I place the bread dough in the oven – including a cherry loaf, a new experiment – as I place dough in the oven several times each week.  In my home, we bake our own bread, a great gift taught me by my husband Michael.  Yet this routine activity feels different today. I am baking bread with Thanksgiving in mind, and somehow it feels different. There is a peaceful air in my house this afternoon. My child reaches for me… and we cuddle for a time.  She gets many kisses and smiles with her whole body.

Thanksgiving is the annual celebration of what we try to practice all year long: praise and gratitude for every aspect of our lives; for every thing we have, and don’t have; for every precious person we have the privilege of knowing; for every blessing and challenge.

Every American household, no matter their religious beliefs, sets a table and prepares a meal for their beloved company in a manner usually reserved for the Eucharist or the Sabbath.  On this day we take ordinary staples – poultry, potatoes, bread – and transform them into a holy feast. Add the crimson sweetness of cranberry sauce and there’s real MAGIC… at least for me! 

I have heard that ‘Bethlehem’ means ‘House of Bread.’  This creates a vivid image for me, in relation to the Last Supper, the Bread of Life, the Body of Christ. In John Dominic Crossan’s book The Essential Jesus (Harper San Francisco, 1989), the author revisits the original sayings of Jesus, like this one:

The kingdom of God is like this

A woman took some leaven

hid it in her dough

and baked a batch of bread

But how is the Kingdom of God like that?

Yeast is the ingredient that makes dough ‘rise.’ It works wonders as it interacts with other ingredients like water, flour and sugar.  In this passage, Crossan’s use of the word ‘hid’ is powerful; for the Kingdom of God is often hidden, like a secret treasure, in the mundane components and interactions of our day.  Yet it is in the rushed, workaday world that we are invited to meet and share the experience of God.
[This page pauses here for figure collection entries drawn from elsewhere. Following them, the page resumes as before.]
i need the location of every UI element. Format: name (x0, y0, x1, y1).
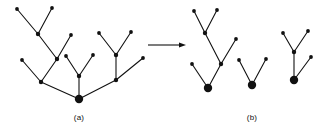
tree-edge (192, 64, 208, 88)
caption-panel-a: (a) (74, 113, 84, 122)
tree-edge (194, 11, 205, 33)
tree-edge (252, 59, 266, 85)
tree-edge (205, 33, 221, 64)
tree-edge (221, 39, 236, 64)
tree-node-internal (114, 53, 118, 57)
tree-a-full (15, 6, 145, 103)
tree-node-leaf (309, 55, 313, 59)
tree-edge (294, 57, 311, 80)
tree-node-leaf (64, 54, 68, 58)
tree-b-left (190, 8, 238, 92)
tree-node-leaf (190, 62, 194, 66)
tree-node-leaf (215, 8, 219, 12)
tree-node-root (248, 81, 256, 89)
tree-edge (116, 32, 131, 55)
tree-node-internal (77, 74, 81, 78)
tree-edge (57, 35, 71, 59)
transformation-arrow (148, 43, 186, 48)
tree-edge (99, 33, 116, 55)
tree-edge (22, 60, 41, 82)
tree-node-internal (39, 80, 43, 84)
tree-node-leaf (20, 58, 24, 62)
tree-node-leaf (264, 57, 268, 61)
arrow-head (179, 43, 186, 48)
tree-node-leaf (129, 30, 133, 34)
tree-b-middle (237, 57, 268, 89)
tree-node-leaf (69, 33, 73, 37)
tree-edge (41, 59, 57, 82)
tree-edge (41, 82, 79, 99)
tree-node-leaf (91, 53, 95, 57)
caption-panel-b: (b) (247, 113, 257, 122)
tree-node-internal (114, 78, 118, 82)
tree-node-internal (55, 57, 59, 61)
tree-node-leaf (141, 56, 145, 60)
tree-node-leaf (15, 7, 19, 11)
tree-edge (66, 56, 79, 76)
tree-node-internal (203, 31, 207, 35)
tree-edge (294, 31, 308, 52)
tree-node-internal (36, 32, 40, 36)
tree-edge (116, 58, 143, 80)
panel-a (15, 6, 145, 103)
tree-node-leaf (97, 31, 101, 35)
tree-edge (79, 80, 116, 99)
tree-edge (79, 55, 93, 76)
tree-node-leaf (306, 29, 310, 33)
tree-node-leaf (281, 31, 285, 35)
tree-decomposition-figure: (a) (b) (0, 0, 326, 134)
tree-node-leaf (50, 6, 54, 10)
panel-b (190, 8, 313, 92)
figure-canvas (0, 0, 326, 134)
tree-node-leaf (237, 58, 241, 62)
tree-node-root (75, 95, 83, 103)
tree-node-leaf (234, 37, 238, 41)
tree-node-internal (219, 62, 223, 66)
tree-edge (38, 8, 52, 34)
tree-node-leaf (192, 9, 196, 13)
tree-edge (38, 34, 57, 59)
tree-b-right (281, 29, 313, 84)
tree-node-root (204, 84, 212, 92)
tree-edge (17, 9, 38, 34)
tree-node-internal (292, 50, 296, 54)
tree-edge (205, 10, 217, 33)
tree-node-root (290, 76, 298, 84)
tree-edge (283, 33, 294, 52)
tree-edge (239, 60, 252, 85)
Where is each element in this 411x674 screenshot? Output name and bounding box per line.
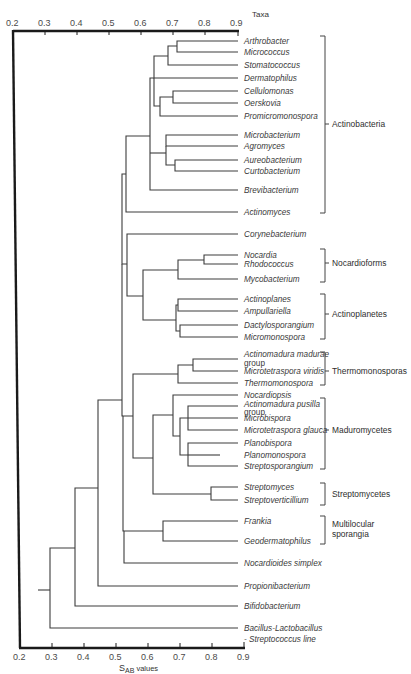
bracket-streptomycetes: Streptomycetes [320,483,390,505]
top-tick-label: 0.7 [166,18,179,28]
taxon-label: Rhodococcus [244,260,294,269]
bottom-tick-label: 0.5 [109,652,122,662]
top-tick-label: 0.8 [198,18,211,28]
taxon-label: Stomatococcus [244,61,300,70]
top-tick-label: 0.5 [102,18,115,28]
taxon-label: Streptomyces [244,483,294,492]
bracket-nocardioforms: Nocardioforms [320,249,386,282]
taxon-label: Agromyces [243,142,285,151]
taxon-label: Bacillus-Lactobacillus [244,624,322,633]
taxon-label: Microtetraspora viridis [244,367,324,376]
taxon-label: Streptoverticillium [244,496,309,505]
group-label: sporangia [332,529,369,539]
taxon-label: Microtetraspora glauca [244,426,328,435]
bracket-thermomonosporas: Thermomonosporas [320,352,407,385]
taxon-label: Promicromonospora [244,112,318,121]
taxon-label: Micromonospora [244,333,305,342]
dendrogram-branches [38,41,238,628]
taxon-label: Actinomyces [243,208,290,217]
taxon-label: Nocardia [244,251,277,260]
group-label: Nocardioforms [332,258,386,268]
top-tick-label: 0.9 [230,18,243,28]
taxon-label: - Streptococcus line [244,635,316,644]
taxon-label: Microbispora [244,414,291,423]
taxon-label: Dermatophilus [244,74,297,83]
bottom-axis-title: SAB values [119,663,158,674]
top-tick-label: 0.4 [70,18,83,28]
dendrogram-figure: Taxa 0.2 0.3 0.4 0.5 0.6 0.7 0.8 0.9 [0,0,411,674]
taxon-labels: Arthrobacter Micrococcus Stomatococcus D… [243,37,330,644]
taxon-label: Planobispora [244,439,292,448]
group-label: Maduromycetes [332,425,392,435]
top-tick-label: 0.6 [134,18,147,28]
group-label: Thermomonosporas [332,366,407,376]
taxon-label: Aureobacterium [243,156,302,165]
taxon-label: Actinoplanes [243,295,291,304]
group-label: Actinoplanetes [332,309,387,319]
taxon-label: Planomonospora [244,451,306,460]
group-label: Streptomycetes [332,489,390,499]
bracket-actinobacteria: Actinobacteria [320,36,385,213]
taxon-label: Micrococcus [244,48,290,57]
taxon-label: Nocardioides simplex [244,559,323,568]
taxon-label: Microbacterium [244,131,300,140]
taxon-label: Cellulomonas [244,87,294,96]
taxon-label: Streptosporangium [244,462,313,471]
taxon-label: Propionibacterium [244,582,310,591]
axis-title-rest: values [134,664,158,673]
top-axis-title: Taxa [252,10,269,19]
taxon-label: Frankia [244,517,272,526]
bottom-axis-ticks: 0.2 0.3 0.4 0.5 0.6 0.7 0.8 0.9 [13,652,250,662]
bottom-tick-label: 0.6 [141,652,154,662]
axis-frame [13,30,245,648]
taxon-label: Ampullariella [243,307,291,316]
bracket-multilocular-sporangia: Multilocular sporangia [320,516,375,544]
taxon-label: Thermomonospora [244,379,314,388]
bottom-tick-label: 0.4 [77,652,90,662]
top-tick-label: 0.2 [6,18,19,28]
taxon-label: Nocardiopsis [244,391,291,400]
bottom-tick-label: 0.3 [45,652,58,662]
group-label: Actinobacteria [332,119,385,129]
bottom-tick-label: 0.7 [173,652,186,662]
bracket-actinoplanetes: Actinoplanetes [320,294,387,339]
taxon-label: Corynebacterium [244,230,307,239]
taxon-label: Dactylosporangium [244,321,314,330]
taxon-label: Arthrobacter [243,37,289,46]
taxon-label: Mycobacterium [244,275,300,284]
taxon-label: Brevibacterium [244,186,299,195]
group-brackets: Actinobacteria Nocardioforms Actinoplane… [320,36,407,544]
taxon-label: Curtobacterium [244,167,300,176]
taxon-label: Oerskovia [244,99,281,108]
taxon-label: Actinomadura madurae [243,350,330,359]
group-label: Multilocular [332,519,375,529]
taxon-label: Geodermatophilus [244,537,311,546]
bottom-tick-label: 0.8 [205,652,218,662]
taxon-label: Bifidobacterium [244,602,301,611]
top-axis-ticks: 0.2 0.3 0.4 0.5 0.6 0.7 0.8 0.9 [6,18,243,28]
top-tick-label: 0.3 [38,18,51,28]
bracket-maduromycetes: Maduromycetes [320,398,392,469]
bottom-tick-label: 0.9 [237,652,250,662]
bottom-tick-label: 0.2 [13,652,26,662]
axis-title-subscript: AB [125,667,135,674]
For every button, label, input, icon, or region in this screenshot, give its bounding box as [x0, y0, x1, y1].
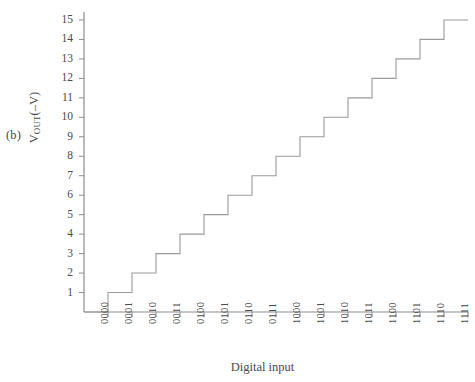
x-tick-label: 0110 [244, 302, 255, 324]
staircase-data-line [84, 20, 468, 312]
x-tick-label: 1110 [436, 303, 447, 324]
y-tick-label: 7 [47, 170, 73, 182]
y-tick-label: 8 [47, 150, 73, 162]
x-tick-label: 1111 [460, 303, 471, 324]
x-tick-label: 1101 [412, 302, 423, 324]
y-tick-label: 1 [47, 287, 73, 299]
x-tick-label: 0000 [100, 302, 111, 324]
x-tick-label: 0100 [196, 302, 207, 324]
x-tick-label: 0011 [172, 302, 183, 324]
dac-staircase-figure: (b) VOUT(–V) Digital input 1234567891011… [0, 0, 475, 382]
y-tick-label: 2 [47, 267, 73, 279]
y-tick-label: 15 [47, 14, 73, 26]
x-tick-label: 0010 [148, 302, 159, 324]
x-tick-label: 0001 [124, 302, 135, 324]
y-tick-label: 6 [47, 189, 73, 201]
y-tick-label: 10 [47, 111, 73, 123]
x-tick-label: 1100 [388, 302, 399, 324]
x-tick-label: 1001 [316, 302, 327, 324]
y-tick-label: 4 [47, 228, 73, 240]
y-tick-label: 3 [47, 248, 73, 260]
y-tick-marks [79, 20, 84, 293]
x-tick-label: 1011 [364, 302, 375, 324]
x-tick-label: 1010 [340, 302, 351, 324]
y-tick-label: 9 [47, 131, 73, 143]
y-tick-label: 13 [47, 53, 73, 65]
x-tick-label: 0101 [220, 302, 231, 324]
y-tick-label: 14 [47, 33, 73, 45]
y-tick-label: 12 [47, 72, 73, 84]
x-tick-label: 1000 [292, 302, 303, 324]
y-tick-label: 11 [47, 92, 73, 104]
x-tick-label: 0111 [268, 303, 279, 324]
y-tick-label: 5 [47, 209, 73, 221]
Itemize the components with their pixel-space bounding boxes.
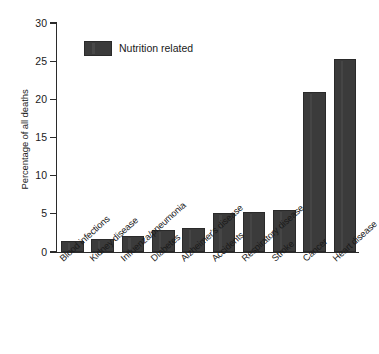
- legend-swatch-nutrition-related: [84, 41, 112, 56]
- y-axis-tick-label: 0: [7, 247, 47, 257]
- legend-label-nutrition-related: Nutrition related: [119, 43, 193, 54]
- bar: [303, 92, 326, 252]
- y-axis-tick-label: 30: [7, 18, 47, 28]
- y-axis-tick-label: 15: [7, 132, 47, 142]
- y-axis-tick-label: 5: [7, 208, 47, 218]
- y-axis-tick-label: 25: [7, 56, 47, 66]
- y-axis-tick-label: 10: [7, 170, 47, 180]
- bar: [334, 59, 357, 252]
- chart-legend: Nutrition related: [84, 41, 193, 56]
- y-axis-tick-label: 20: [7, 94, 47, 104]
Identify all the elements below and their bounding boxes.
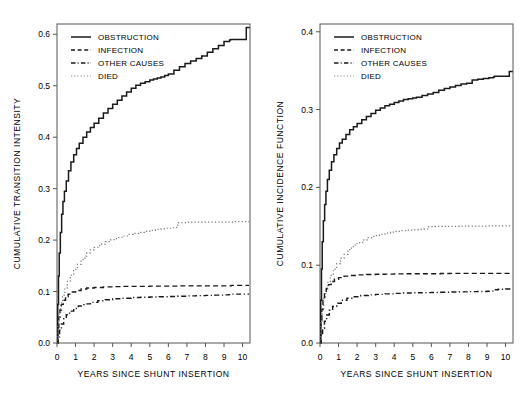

Every day of our life is presented like a new loaf of bread: infused with the leaven of love, kneaded by a smiling baker, offered to us fresh and warm for the taking. Jesus knew bread.

Yet, like the image that we explored recently of the seeds falling in the garden, yeast also needs its own special environment in order to flourish.  If it is placed in water that is too hot or too cold, it will not perform its miracle. It must be warm. When we are warm, open, receptive, the Kingdom of God is more easily perceived, experienced and shared.  Our spirituality rises!

May you receive God’s choicest blessings this Thanksgiving.  Bon appetit!